The “all-natural” moniker is meaningless.  Poisonous mushrooms are natural; that doesn’t mean they are edible and/or healthful.  Poison ivy is also “all-natural,” but certainly not a plant you want to cuddle with.

Coca-Cola (which has been around since the late 19th century) is the original energy drink?  News to me.  I award coffee with that moniker, which has been consumed worldwide for thousands of years.

2. Coca-Cola executives prefer to refer to their sodas as “sparkling beverages”.  Sad thing is, you know some advertising executive was able to pay off his mortgage in one fell swoop simply because they came up with that euphemism.

3. Coca-Cola executives apparently believe that if “people want to have a little moment of joy,” all they have to do is reach for a bottle of Coca-Cola.

4. Coca-Cola has an official historian — an employed staff member who, since 1977, has been safekeeping $60 million worth of print ads, bottles, and other memorabilia.
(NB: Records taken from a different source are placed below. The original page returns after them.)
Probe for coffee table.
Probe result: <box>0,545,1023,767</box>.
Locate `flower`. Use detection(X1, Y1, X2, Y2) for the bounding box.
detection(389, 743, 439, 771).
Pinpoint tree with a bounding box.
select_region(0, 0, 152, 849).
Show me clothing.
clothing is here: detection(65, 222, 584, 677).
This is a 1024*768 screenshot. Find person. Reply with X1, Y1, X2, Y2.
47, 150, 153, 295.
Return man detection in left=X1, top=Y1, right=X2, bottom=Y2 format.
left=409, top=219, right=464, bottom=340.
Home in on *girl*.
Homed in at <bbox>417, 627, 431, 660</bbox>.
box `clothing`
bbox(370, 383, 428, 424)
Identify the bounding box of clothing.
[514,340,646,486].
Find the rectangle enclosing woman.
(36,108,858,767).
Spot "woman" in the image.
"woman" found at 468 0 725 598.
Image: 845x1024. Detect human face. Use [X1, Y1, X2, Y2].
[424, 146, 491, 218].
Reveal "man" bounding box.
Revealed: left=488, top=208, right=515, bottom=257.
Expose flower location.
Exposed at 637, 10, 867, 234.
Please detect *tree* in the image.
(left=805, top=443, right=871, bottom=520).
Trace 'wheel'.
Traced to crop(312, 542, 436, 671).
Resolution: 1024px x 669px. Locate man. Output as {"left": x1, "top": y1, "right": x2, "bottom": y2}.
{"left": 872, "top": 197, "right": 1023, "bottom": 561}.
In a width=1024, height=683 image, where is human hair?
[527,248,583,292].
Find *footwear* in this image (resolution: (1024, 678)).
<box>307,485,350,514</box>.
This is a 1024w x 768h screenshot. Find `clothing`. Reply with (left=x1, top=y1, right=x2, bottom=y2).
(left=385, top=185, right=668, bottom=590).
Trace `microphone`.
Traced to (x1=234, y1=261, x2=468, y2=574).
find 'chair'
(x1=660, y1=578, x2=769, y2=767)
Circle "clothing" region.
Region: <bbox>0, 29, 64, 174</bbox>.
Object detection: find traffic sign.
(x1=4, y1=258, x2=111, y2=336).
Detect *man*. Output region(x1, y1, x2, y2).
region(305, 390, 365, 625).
Alas, Coca Cola’s secret formula is locked in the vault of an Atlanta bank.

5. Coca-Cola claims to have created “the modern image of Santa Claus”.  As the ever-trusty folks at Snopes.com inform us, that is not true.  Unfortunately, the claim was presented as undisputed fact in the documentary.

6. A Coca-Cola executive gleefully recalls that Coca-Cola was the only soda available to soldiers in World War II.  Consequently, “11 million GIs came back with a keen loyalty to Coke.”  Sure, they also came back with severe cases of PTSD, but, hey, Coca-Cola picked up 11 million loyal customers!

This particularly disturbed me.  Here is a Coca-Cola executive attempting to tug at heartstrings by associating his product with patriotism and support of the troops, all while ultimately caring about “consumer loyalty” and heightened collective awareness of his brand.

7. A good third of the documentary focused on Coca-Cola’s presence in South Africa.  We witness one shopkeeper (whose shop is his front porch in the slums) travel many miles to pick up a supply of Coca-Cola off of a distribution truck, which he then places in a wheelbarrow before heading back through raw sewage and muddy roads to his store.

The President of Coca Cola’s South Africa Business Unit manages to keep a straight face while stating that given the problems that these economically disadvantaged people face, they “need an extra dose of optimism” in the form of Coca Cola.  Insert sound of needle scratching record HERE.

He also claims that “everybody who touches the product” makes money.  We are then treated to images of local residents buying Coca Cola, and testimony from shopkeepers that one of the first things people in this small community do when they earn money is buy the ubiquitous fizzy brown soda.

An extremely rosy picture, but one that I am sure has a kernel of truth in it.  However, the documentary completely glosses over the fact that Coca Cola’s ubiquitousness around the world often comes at a price for local farmers and the economy in third world countries.

Towards the end of the documentary, we hear from more Jurassic executives who giddily talk about the 900 million “potential customers” around the world who they have yet to introduce to their product, and their desire to “make sure [Coca Cola] is within reach.”

As the credits roll, it becomes perfectly clear that CNBC’s promise to “pull back the curtain on the planet’s most recognizable brand” fell flat.